The Newport Economic Development Commission will receive $1 million and property from a medical marijuana cultivator as part of a settlement reached last week in two lawsuits over the relocation of a cultivator from Newport to Jefferson County.
“The City of Newport has established a very pro-business environment and we are excited to have this building back under local control so we can use it to recruit another company to our community,” Newport Mayor Derrick Ratliffe said in a statement.
The legal dispute started in November 2020 when the state Medical Marijuana Commission approved – within a matter of days – the sale of Natural State Wellness, a cultivator that planned to grow its product in Newport, to a group of owners who changed the company’s name to Good Day Farm LLC. The commission also approved Good Day Farm’s request to move the company to Jefferson County.
Jon Chadwell, executive director of the Newport Economic Development Commission, asked the commission to reverse its decision to relocate the facility because Newport officials weren’t given enough notice that Natural State Wellness was being sold. The request was denied.
The move to leave town didn’t sit well with the officials. The Newport-Jackson County Industrial Development Bond Board had sold Natural State 20 acres to build the cultivation facility for just $20 when the market value of the land was worth more than $870,000.
“And then the water and sewer utility extend their utilities to the building at no charge,” Chadwell said.
He said that since the cultivator didn’t start operating in Newport and create jobs, “they really owed us money back for that.”

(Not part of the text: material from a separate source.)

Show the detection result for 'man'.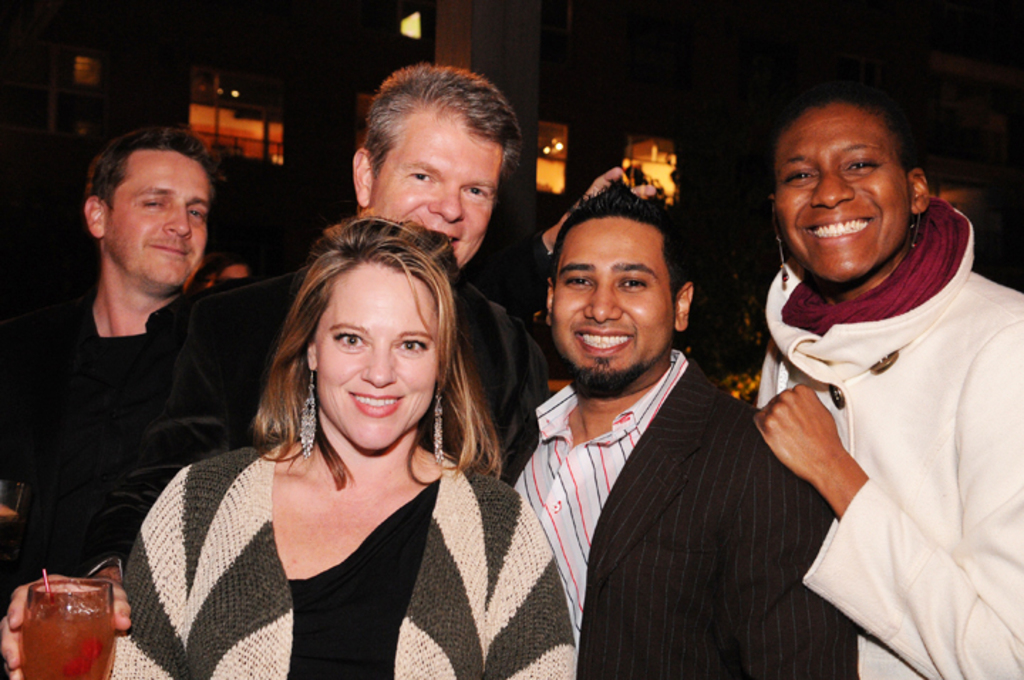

In April 2021, David Couch, a Newport native and the author of the medical cannabis amendment that passed in 2016, filed a lawsuit for NEDC, the city of Newport and the Newport-Jackson County Industrial Development Bond Board in Jackson County Circuit Court. The suit was against the state Medical Marijuana Commission, Good Day Farm, Natural State Wellness LLC and Harvest Health & Recreation Inc. of Phoenix, which had an ownership interest in Natural State. (In 2021, Trulieve Cannabis Corp. of Tallahassee, Florida, acquired Harvest Health.)

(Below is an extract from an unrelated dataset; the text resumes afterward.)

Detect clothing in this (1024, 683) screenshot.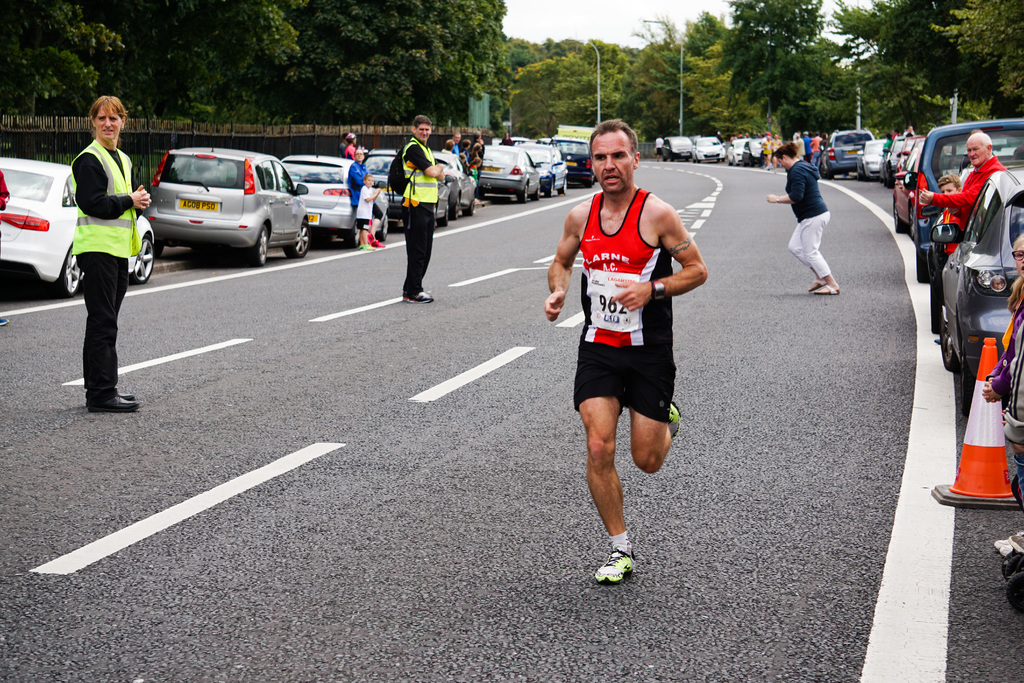
Detection: x1=335, y1=138, x2=346, y2=153.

The plaintiffs were suing for economic damages caused by the relocation of the facility to Jefferson County.
Later in 2021, Couch filed another lawsuit for the Newport-Jackson County Industrial Development Bond Board to recover the property transferred to Natural State Wellness, including the building constructed on the property by Natural State Wellness. The lawsuit against the property owner Harvest Health’s subsidiary, BRLS Properties AR-Newport LLC, was later moved to federal court.
Couch said the deed had a reverter clause that said the title to the property would return to the owner in two years if it didn’t operate a marijuana facility within two years of being deeded the property. The 35,000-SF building, with about 22,000-SF of greenhouse space, wasn’t being used while the case was pending.
Couch told Arkansas Business that the federal lawsuit went to mediation, where the total settlement was reached and valued at $2.5 million. The case pending in Jackson County will be dismissed. He said that Good Day Farm and Harvest Health & Recreation will pay the settlement.
“This dispute was primarily between Harvest Health and the City of Newport,” Good Day said in a statement to Arkansas Business. “Good Day Farm’s relocation to Pine Bluff clearly complied with Arkansas law.”
Trulieve was “pleased that we were able to achieve an agreed resolution of the dispute with Newport that was satisfactory to everyone involved,” said its attorney Steven W. Quattlebaum of Quattlebaum, Grooms & Tull PLLC of Little Rock.